HF79
Yes option 2 provides better stimulation. The goal of bodybuilding is protein break down of the targeted muscle.
Some people who have extremely blessed genetics don't really have to pay attention to this as much. They grow well just lifting weights. But someone who wants to try to improve a body part or someone with a lacking body part needs to pay attention to this.
Most people think that if they have lagging muscle, they should train it with heavier weights to make it get stronger/grow/adapt, what have you.
But in reality, lets say your training bench and you try to go heavy, even with what you perceive to be good form. If your delts and triceps have low excitation thresh holds your chest has high excitation thresholds your triceps and delts are going to take on most of the work and the chest is acting as secondary support muscle.

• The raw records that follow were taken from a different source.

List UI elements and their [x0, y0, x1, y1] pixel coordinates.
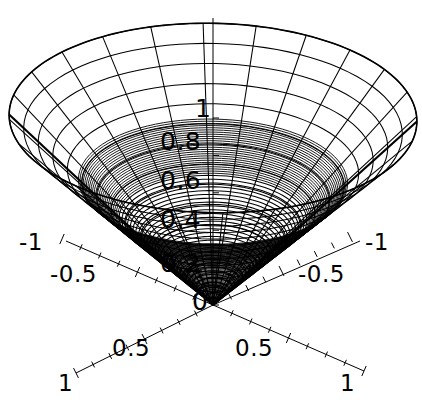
y-tick-label-0.5-right: 0.5 — [235, 337, 273, 360]
z-tick-label-0.6: 0.6 — [160, 168, 201, 193]
z-tick-label-0.2: 0.2 — [160, 251, 201, 276]
z-tick-label-0.8: 0.8 — [160, 129, 201, 154]
x-tick-label-neg0.5-right: -0.5 — [298, 263, 345, 286]
z-tick-label-0.4: 0.4 — [160, 207, 201, 232]
cone-surface-plot — [0, 0, 422, 405]
x-tick-label-0.5-left: 0.5 — [112, 337, 150, 360]
plot-canvas: 1 0.8 0.6 0.4 0.2 0 -1 -0.5 0.5 1 -1 -0.… — [0, 0, 422, 405]
z-tick-label-1: 1 — [195, 96, 211, 121]
y-tick-label-neg1: -1 — [19, 231, 43, 254]
x-tick-label-1-left: 1 — [58, 372, 73, 395]
axis-lines — [66, 18, 364, 373]
y-tick-label-1-right: 1 — [340, 372, 355, 395]
z-tick-label-0: 0 — [192, 289, 208, 314]
y-tick-label-neg0.5: -0.5 — [50, 263, 97, 286]
x-tick-label-neg1-right: -1 — [365, 231, 389, 254]
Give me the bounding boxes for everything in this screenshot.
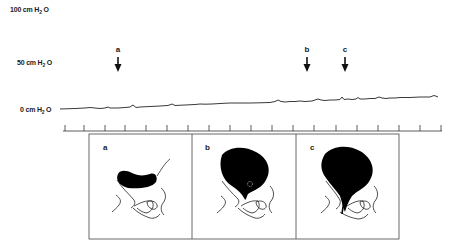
panel-a-bladder-illustration	[112, 159, 170, 218]
chart-canvas	[0, 0, 453, 251]
arrow-c-icon	[342, 57, 349, 72]
pressure-trace	[60, 96, 438, 110]
panel-label-c: c	[310, 143, 314, 152]
arrow-a-icon	[115, 57, 122, 72]
panel-c-bladder-illustration	[321, 147, 378, 219]
panel-label-a: a	[103, 143, 107, 152]
time-axis-ticks	[65, 125, 441, 131]
panel-b-bladder-illustration	[217, 148, 274, 219]
panel-label-b: b	[205, 143, 210, 152]
arrow-b-icon	[304, 57, 311, 72]
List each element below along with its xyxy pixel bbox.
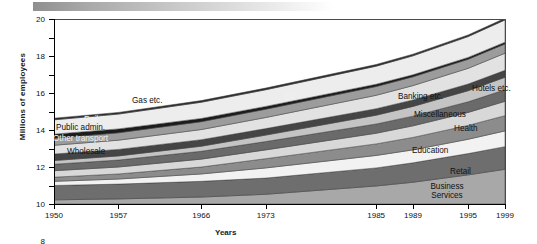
y-tick-label: 16 <box>36 89 45 98</box>
plot-frame-top <box>54 19 506 20</box>
annotation-gas-etc: Gas etc. <box>132 97 163 106</box>
x-tick <box>54 204 55 209</box>
y-tick-label: 8 <box>41 237 45 244</box>
annotation-other-transport: Other transport <box>53 135 108 144</box>
y-tick: 4 <box>49 167 55 168</box>
annotation-hotels-etc: Hotels etc. <box>472 85 511 94</box>
x-tick <box>505 204 506 209</box>
header-strip <box>33 2 333 11</box>
y-tick: 2 <box>49 186 55 187</box>
y-tick-label: 14 <box>36 126 45 135</box>
x-tick-label: 1999 <box>496 211 514 220</box>
annotation-health: Health <box>454 125 478 134</box>
y-tick: 14 <box>49 75 55 76</box>
annotation-banking-etc: Banking etc. <box>398 93 443 102</box>
x-axis-title: Years <box>215 228 236 237</box>
plot-area: 02468101214161820 1950195719661973198519… <box>54 19 506 205</box>
y-tick: 10 <box>49 112 55 113</box>
y-tick-label: 18 <box>36 52 45 61</box>
y-tick: 8 <box>49 130 55 131</box>
y-tick: 6 <box>49 149 55 150</box>
y-tick-label: 12 <box>36 163 45 172</box>
x-tick <box>118 204 119 209</box>
x-tick-label: 1989 <box>404 211 422 220</box>
y-axis-title: Millions of employees <box>18 37 27 157</box>
chart-root: Millions of employees Years 024681012141… <box>0 0 537 244</box>
x-tick-label: 1973 <box>257 211 275 220</box>
annotation-retail: Retail <box>450 168 471 177</box>
x-tick-label: 1995 <box>459 211 477 220</box>
y-tick-label: 10 <box>36 200 45 209</box>
x-tick <box>468 204 469 209</box>
x-tick-label: 1957 <box>110 211 128 220</box>
x-tick-label: 1950 <box>45 211 63 220</box>
annotation-education: Education <box>412 147 448 156</box>
x-tick <box>413 204 414 209</box>
x-axis-line <box>54 204 506 205</box>
y-tick: 16 <box>49 56 55 57</box>
y-tick: 12 <box>49 93 55 94</box>
y-tick: 18 <box>49 38 55 39</box>
x-tick <box>266 204 267 209</box>
y-tick-label: 20 <box>36 15 45 24</box>
y-tick: 20 <box>49 19 55 20</box>
plot-frame-right <box>505 19 506 205</box>
annotation-wholesale: Wholesale <box>67 148 105 157</box>
x-tick <box>376 204 377 209</box>
annotation-miscellaneous: Miscellaneous <box>414 111 466 120</box>
x-tick-label: 1985 <box>367 211 385 220</box>
x-tick <box>201 204 202 209</box>
annotation-public-admin: Public admin. <box>56 124 105 133</box>
x-tick-label: 1966 <box>192 211 210 220</box>
annotation-oil: Oil <box>284 94 294 103</box>
annotation-services: Services <box>431 192 462 201</box>
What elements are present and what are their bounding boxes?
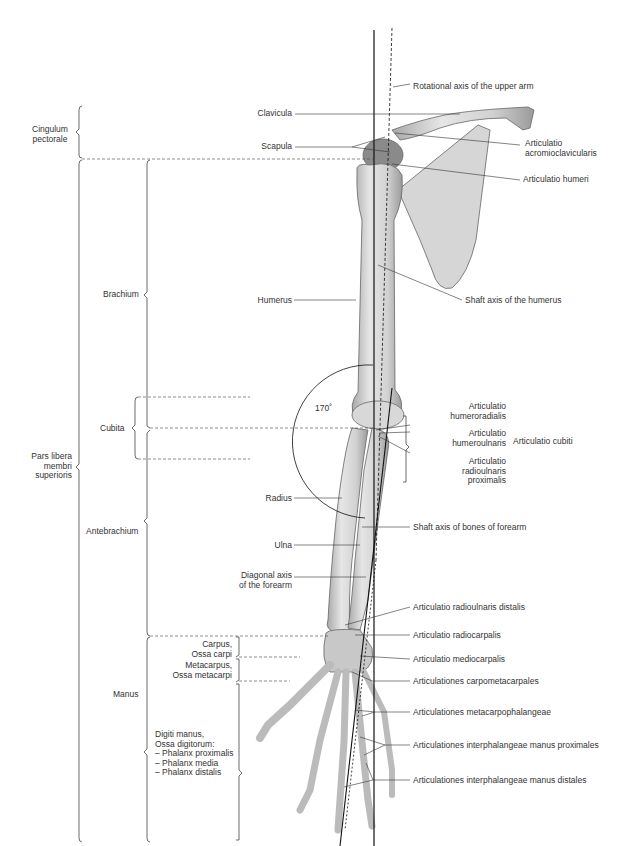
label-radioulnaris-distalis: Articulatio radioulnaris distalis	[413, 603, 525, 613]
label-scapula: Scapula	[240, 142, 292, 152]
label-clavicula: Clavicula	[240, 109, 292, 119]
label-radius: Radius	[240, 494, 292, 504]
label-cingulum-pectorale: Cingulum pectorale	[32, 125, 68, 144]
label-mediocarpalis: Articulatio mediocarpalis	[413, 655, 505, 665]
label-brachium: Brachium	[103, 290, 139, 300]
label-carpus: Carpus, Ossa carpi	[180, 640, 232, 659]
label-humerus: Humerus	[240, 296, 292, 306]
arm-skeleton-illustration	[0, 0, 628, 846]
label-rotational-axis: Rotational axis of the upper arm	[413, 82, 533, 92]
label-ulna: Ulna	[240, 541, 292, 551]
label-radioulnaris-proximalis: Articulatio radioulnaris proximalis	[440, 457, 506, 486]
label-metacarpophalangeae: Articulationes metacarpophalangeae	[413, 708, 551, 718]
label-digiti: Digiti manus, Ossa digitorum: – Phalanx …	[155, 730, 233, 778]
label-diagonal-axis: Diagonal axis of the forearm	[222, 571, 292, 590]
label-articulatio-cubiti: Articulatio cubiti	[513, 437, 573, 447]
label-humeroulnaris: Articulatio humeroulnaris	[440, 429, 506, 448]
label-angle-170: 170˚	[315, 404, 332, 414]
label-pars-libera: Pars libera membri superioris	[28, 452, 72, 481]
label-radiocarpalis: Articulatio radiocarpalis	[413, 631, 501, 641]
label-shaft-forearm: Shaft axis of bones of forearm	[413, 523, 526, 533]
label-metacarpus: Metacarpus, Ossa metacarpi	[162, 661, 232, 680]
label-acromioclavicularis: Articulatio acromioclavicularis	[525, 139, 597, 158]
label-interphalangeae-proximales: Articulationes interphalangeae manus pro…	[413, 741, 599, 751]
label-articulatio-humeri: Articulatio humeri	[523, 175, 589, 185]
label-cubita: Cubita	[100, 424, 125, 434]
label-interphalangeae-distales: Articulationes interphalangeae manus dis…	[413, 776, 586, 786]
label-humeroradialis: Articulatio humeroradialis	[440, 402, 506, 421]
label-manus: Manus	[113, 690, 139, 700]
label-shaft-humerus: Shaft axis of the humerus	[465, 296, 561, 306]
label-antebrachium: Antebrachium	[86, 527, 138, 537]
label-carpometacarpales: Articulationes carpometacarpales	[413, 677, 539, 687]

So obviously your goal would be to make the chest the prime mover of the exercise in order for it to receive full overload. So you would bring the bar closer to the neck with elbows wide and pay more attention to Internal Ques (what your muscle is experiencing) instead of external ques (weight on the bar and reps). putting your feet up on the bench isn't a bad idea either since this trasnfers the kinetic chain from hip to shoulder instead of feet to hip.
Of course you want to overload the muscle and get stronger with time but that is either going to happen or not happen. Lets not forget that volume is a form of overload just as weight is.You need to be Qualitative not quantitative. Protein degradation of the targetted muscle is what is most important for bodybuilding.

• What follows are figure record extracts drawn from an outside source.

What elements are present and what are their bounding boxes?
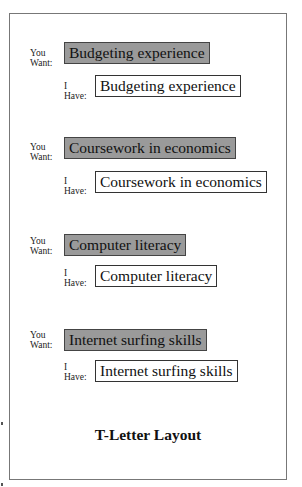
figure-caption: T-Letter Layout — [10, 426, 286, 444]
you-want-label: You Want: — [30, 330, 52, 350]
t-letter-figure: You Want: Budgeting experience I Have: B… — [9, 13, 287, 480]
i-have-label: I Have: — [64, 176, 87, 196]
you-want-label: You Want: — [30, 236, 52, 256]
you-want-label: You Want: — [30, 142, 52, 162]
have-box: Budgeting experience — [95, 75, 241, 97]
i-have-label: I Have: — [64, 81, 87, 101]
want-box: Computer literacy — [64, 234, 186, 256]
edge-mark — [1, 483, 3, 486]
want-box: Internet surfing skills — [64, 329, 207, 351]
you-want-label: You Want: — [30, 48, 52, 68]
want-box: Coursework in economics — [64, 137, 236, 159]
have-box: Coursework in economics — [95, 171, 267, 193]
i-have-label: I Have: — [64, 268, 87, 288]
have-box: Internet surfing skills — [95, 360, 238, 382]
have-box: Computer literacy — [95, 265, 217, 287]
want-box: Budgeting experience — [64, 42, 210, 64]
edge-mark — [1, 422, 3, 425]
i-have-label: I Have: — [64, 362, 87, 382]
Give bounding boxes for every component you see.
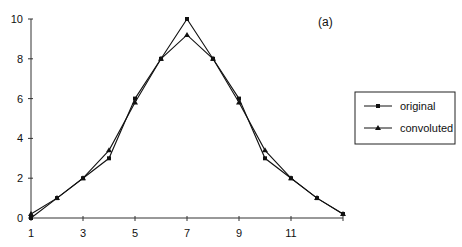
legend-label-original: original xyxy=(400,100,435,112)
y-tick-label: 4 xyxy=(17,132,23,144)
square-marker-icon xyxy=(185,17,189,21)
panel-label: (a) xyxy=(318,15,333,29)
triangle-marker-icon xyxy=(184,32,190,37)
line-chart: 02468101357911 (a) original convoluted xyxy=(0,0,462,247)
x-tick-label: 9 xyxy=(236,227,242,239)
x-tick-label: 5 xyxy=(132,227,138,239)
square-marker-icon xyxy=(107,156,111,160)
x-tick-label: 7 xyxy=(184,227,190,239)
legend: original convoluted xyxy=(355,92,455,144)
y-tick-label: 8 xyxy=(17,53,23,65)
y-tick-label: 2 xyxy=(17,172,23,184)
triangle-marker-icon xyxy=(106,147,112,152)
square-marker-icon xyxy=(263,156,267,160)
axes: 02468101357911 xyxy=(11,13,343,239)
x-tick-label: 11 xyxy=(285,227,296,239)
series-group xyxy=(28,17,346,220)
y-tick-label: 10 xyxy=(11,13,23,25)
triangle-marker-icon xyxy=(340,211,346,216)
y-tick-label: 0 xyxy=(17,212,23,224)
triangle-marker-icon xyxy=(262,147,268,152)
series-line-convoluted xyxy=(31,35,343,214)
x-tick-label: 1 xyxy=(28,227,34,239)
triangle-marker-icon xyxy=(28,211,34,216)
x-tick-label: 3 xyxy=(80,227,86,239)
y-tick-label: 6 xyxy=(17,93,23,105)
square-marker-icon xyxy=(376,104,380,108)
legend-label-convoluted: convoluted xyxy=(400,122,453,134)
series-line-original xyxy=(31,19,343,218)
square-marker-icon xyxy=(29,216,33,220)
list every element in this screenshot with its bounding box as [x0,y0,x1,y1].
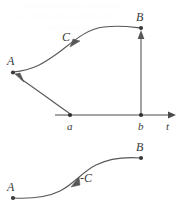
projection-arrow-a-arrowhead [15,73,24,82]
label-tick-a: a [67,121,73,132]
t-axis-arrowhead [168,112,176,119]
curve-c-direction-arrowhead [70,39,80,47]
curve-c-path [13,26,141,72]
label-point-B-lower: B [136,141,143,153]
label-point-A-lower: A [7,181,14,193]
lower-diagram-group [11,156,143,200]
label-point-A-upper: A [7,55,14,67]
lower-point-B-marker [139,156,143,160]
projection-arrow-a-to-A [21,79,69,113]
tick-a-marker [68,113,72,117]
curve-minus-c-path [13,158,141,199]
label-curve-C: C [62,31,70,43]
label-t-axis: t [166,121,169,132]
label-tick-b: b [138,121,144,132]
lower-point-A-marker [11,196,15,200]
label-curve-minus-C: -C [80,172,92,184]
tick-b-marker [139,113,143,117]
label-point-B-upper: B [136,11,143,23]
point-A-marker [11,70,15,74]
curve-orientation-figure: the curve and let us consider the we wil… [0,0,183,208]
upper-diagram-group [11,26,176,119]
point-B-marker [139,26,143,30]
projection-line-b-arrowhead [138,30,145,39]
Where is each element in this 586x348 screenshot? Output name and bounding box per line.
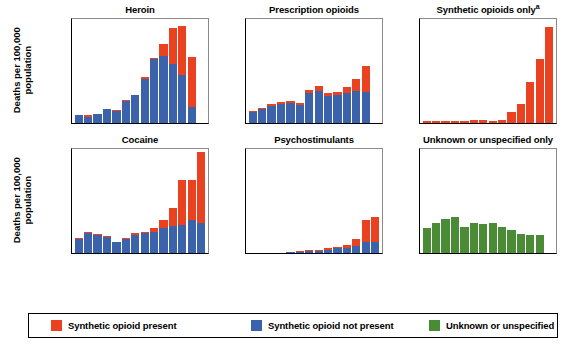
bar-psychostimulants-2010[interactable]: [296, 149, 304, 253]
bar-unknown-or-unspecified-only-2009[interactable]: [460, 149, 468, 253]
bar-segment: [159, 44, 167, 57]
bar-heroin-2011[interactable]: [131, 19, 139, 123]
bar-synthetic-opioids-only-2007[interactable]: [441, 19, 449, 123]
bar-psychostimulants-2014[interactable]: [333, 149, 341, 253]
bar-prescription-opioids-2012[interactable]: [315, 19, 323, 123]
panel-title-unknown-or-unspecified-only: Unknown or unspecified only: [419, 134, 557, 145]
bar-segment: [479, 224, 487, 253]
bar-psychostimulants-2008[interactable]: [277, 149, 285, 253]
legend-item-synthetic-opioid-present[interactable]: Synthetic opioid present: [51, 320, 176, 331]
bar-unknown-or-unspecified-only-2007[interactable]: [441, 149, 449, 253]
bar-synthetic-opioids-only-2010[interactable]: [470, 19, 478, 123]
bar-cocaine-2013[interactable]: [150, 149, 158, 253]
bar-heroin-2008[interactable]: [103, 19, 111, 123]
bar-synthetic-opioids-only-2017[interactable]: [536, 19, 544, 123]
bar-cocaine-2010[interactable]: [122, 149, 130, 253]
bar-unknown-or-unspecified-only-2011[interactable]: [479, 149, 487, 253]
bar-psychostimulants-2009[interactable]: [286, 149, 294, 253]
bar-synthetic-opioids-only-2013[interactable]: [498, 19, 506, 123]
bar-unknown-or-unspecified-only-2018[interactable]: [545, 149, 553, 253]
bar-psychostimulants-2012[interactable]: [315, 149, 323, 253]
y-tick-label: 5: [71, 217, 72, 226]
bar-prescription-opioids-2008[interactable]: [277, 19, 285, 123]
bar-cocaine-2015[interactable]: [169, 149, 177, 253]
bar-prescription-opioids-2010[interactable]: [296, 19, 304, 123]
panel-unknown-or-unspecified-only: Unknown or unspecified only2005200820112…: [359, 134, 557, 300]
bar-segment: [267, 106, 275, 123]
bar-cocaine-2007[interactable]: [93, 149, 101, 253]
bar-unknown-or-unspecified-only-2013[interactable]: [498, 149, 506, 253]
bar-prescription-opioids-2014[interactable]: [333, 19, 341, 123]
bar-heroin-2014[interactable]: [159, 19, 167, 123]
bar-cocaine-2005[interactable]: [75, 149, 83, 253]
legend-label-unknown-or-unspecified: Unknown or unspecified: [446, 320, 554, 331]
bar-heroin-2007[interactable]: [93, 19, 101, 123]
bar-segment: [315, 91, 323, 123]
bar-unknown-or-unspecified-only-2017[interactable]: [536, 149, 544, 253]
legend-item-unknown-or-unspecified[interactable]: Unknown or unspecified: [429, 320, 554, 331]
bar-synthetic-opioids-only-2015[interactable]: [517, 19, 525, 123]
bar-segment: [536, 235, 544, 253]
bar-heroin-2005[interactable]: [75, 19, 83, 123]
bar-segment: [432, 121, 440, 123]
bar-prescription-opioids-2006[interactable]: [258, 19, 266, 123]
bar-synthetic-opioids-only-2005[interactable]: [423, 19, 431, 123]
bar-unknown-or-unspecified-only-2012[interactable]: [489, 149, 497, 253]
bar-unknown-or-unspecified-only-2016[interactable]: [526, 149, 534, 253]
bar-synthetic-opioids-only-2012[interactable]: [489, 19, 497, 123]
bar-synthetic-opioids-only-2014[interactable]: [507, 19, 515, 123]
bar-psychostimulants-2005[interactable]: [249, 149, 257, 253]
bar-heroin-2013[interactable]: [150, 19, 158, 123]
bar-segment: [343, 93, 351, 123]
bar-cocaine-2008[interactable]: [103, 149, 111, 253]
bar-synthetic-opioids-only-2008[interactable]: [451, 19, 459, 123]
bar-heroin-2012[interactable]: [141, 19, 149, 123]
bar-psychostimulants-2007[interactable]: [267, 149, 275, 253]
bar-prescription-opioids-2013[interactable]: [324, 19, 332, 123]
bar-segment: [470, 223, 478, 253]
bar-cocaine-2014[interactable]: [159, 149, 167, 253]
y-axis-label: Deaths per 100,000 population: [11, 145, 33, 255]
bar-segment: [489, 223, 497, 253]
bar-prescription-opioids-2005[interactable]: [249, 19, 257, 123]
bar-segment: [489, 121, 497, 123]
chart-legend: Synthetic opioid presentSynthetic opioid…: [28, 313, 558, 338]
bar-cocaine-2011[interactable]: [131, 149, 139, 253]
bar-prescription-opioids-2015[interactable]: [343, 19, 351, 123]
bar-psychostimulants-2015[interactable]: [343, 149, 351, 253]
bar-prescription-opioids-2009[interactable]: [286, 19, 294, 123]
bar-psychostimulants-2011[interactable]: [305, 149, 313, 253]
bar-psychostimulants-2006[interactable]: [258, 149, 266, 253]
bar-segment: [526, 82, 534, 123]
bar-unknown-or-unspecified-only-2010[interactable]: [470, 149, 478, 253]
bar-series-unknown-or-unspecified-only: [420, 149, 556, 253]
bar-prescription-opioids-2011[interactable]: [305, 19, 313, 123]
bar-unknown-or-unspecified-only-2008[interactable]: [451, 149, 459, 253]
bar-synthetic-opioids-only-2009[interactable]: [460, 19, 468, 123]
bar-synthetic-opioids-only-2011[interactable]: [479, 19, 487, 123]
bar-heroin-2015[interactable]: [169, 19, 177, 123]
bar-unknown-or-unspecified-only-2006[interactable]: [432, 149, 440, 253]
bar-heroin-2009[interactable]: [112, 19, 120, 123]
bar-cocaine-2006[interactable]: [84, 149, 92, 253]
bar-prescription-opioids-2007[interactable]: [267, 19, 275, 123]
bar-heroin-2010[interactable]: [122, 19, 130, 123]
bar-unknown-or-unspecified-only-2015[interactable]: [517, 149, 525, 253]
bar-heroin-2006[interactable]: [84, 19, 92, 123]
bar-cocaine-2009[interactable]: [112, 149, 120, 253]
bar-segment: [451, 217, 459, 253]
bar-segment: [141, 79, 149, 123]
bar-synthetic-opioids-only-2016[interactable]: [526, 19, 534, 123]
bar-psychostimulants-2013[interactable]: [324, 149, 332, 253]
bar-segment: [517, 234, 525, 253]
bar-segment: [479, 120, 487, 123]
legend-swatch-synthetic-opioid-present: [51, 320, 62, 331]
bar-unknown-or-unspecified-only-2014[interactable]: [507, 149, 515, 253]
legend-item-synthetic-opioid-not-present[interactable]: Synthetic opioid not present: [251, 320, 393, 331]
bar-segment: [75, 239, 83, 253]
bar-synthetic-opioids-only-2018[interactable]: [545, 19, 553, 123]
bar-unknown-or-unspecified-only-2005[interactable]: [423, 149, 431, 253]
bar-cocaine-2012[interactable]: [141, 149, 149, 253]
bar-synthetic-opioids-only-2006[interactable]: [432, 19, 440, 123]
bar-segment: [84, 117, 92, 123]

Yes option 2 provides better stimulation. The goal of bodybuilding is protein break down of the targeted muscle.
Some people who have extremely blessed genetics don't really have to pay attention to this as much. They grow well just lifting weights. But someone who wants to try to improve a body part or someone with a lacking body part needs to pay attention to this.
Most people think that if they have lagging muscle, they should train it with heavier weights to make it get stronger/grow/adapt, what have you.

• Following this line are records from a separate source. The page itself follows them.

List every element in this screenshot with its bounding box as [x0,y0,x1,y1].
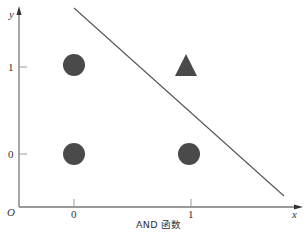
diagram-caption: AND 函数 [136,217,182,231]
origin-label: O [7,206,15,218]
and-function-diagram: y 1 0 O 0 1 x x [0,0,307,239]
x-axis-end-label: x [291,208,297,220]
y-tick-label-1: 1 [8,61,14,73]
decision-boundary-line [74,8,284,196]
y-tick-label-0: 0 [8,148,14,160]
y-axis-label: y [8,8,14,20]
point-1-0-circle [178,143,200,165]
point-1-1-triangle [175,54,197,76]
x-tick-label-1: 1 [188,208,194,220]
x-tick-label-0: 0 [71,208,77,220]
point-0-1-circle [63,54,85,76]
y-axis-arrow-icon [17,6,22,15]
point-0-0-circle [63,143,85,165]
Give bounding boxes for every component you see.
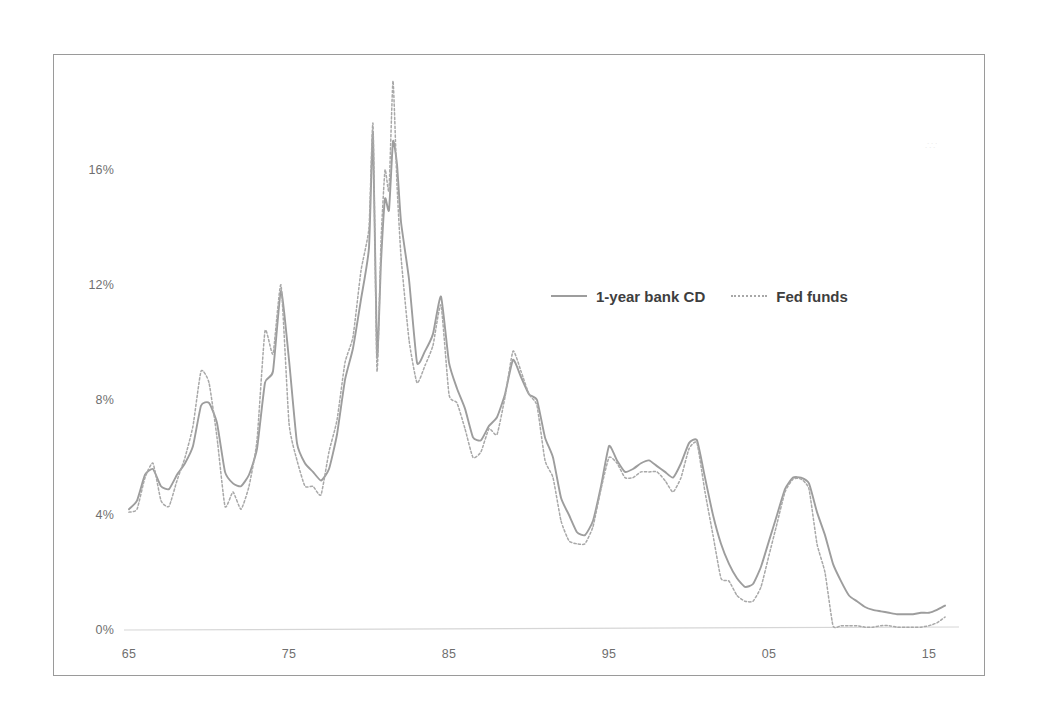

But in reality, lets say your training bench and you try to go heavy, even with what you perceive to be good form. If your delts and triceps have low excitation thresh holds your chest has high excitation thresholds your triceps and delts are going to take on most of the work and the chest is acting as secondary support muscle.
So obviously your goal would be to make the chest the prime mover of the exercise in order for it to receive full overload. So you would bring the bar closer to the neck with elbows wide and pay more attention to Internal Ques (what your muscle is experiencing) instead of external ques (weight on the bar and reps). putting your feet up on the bench isn't a bad idea either since this trasnfers the kinetic chain from hip to shoulder instead of feet to hip.
Of course you want to overload the muscle and get stronger with time but that is either going to happen or not happen. Lets not forget that volume is a form of overload just as weight is.You need to be Qualitative not quantitative. Protein degradation of the targetted muscle is what is most important for bodybuilding.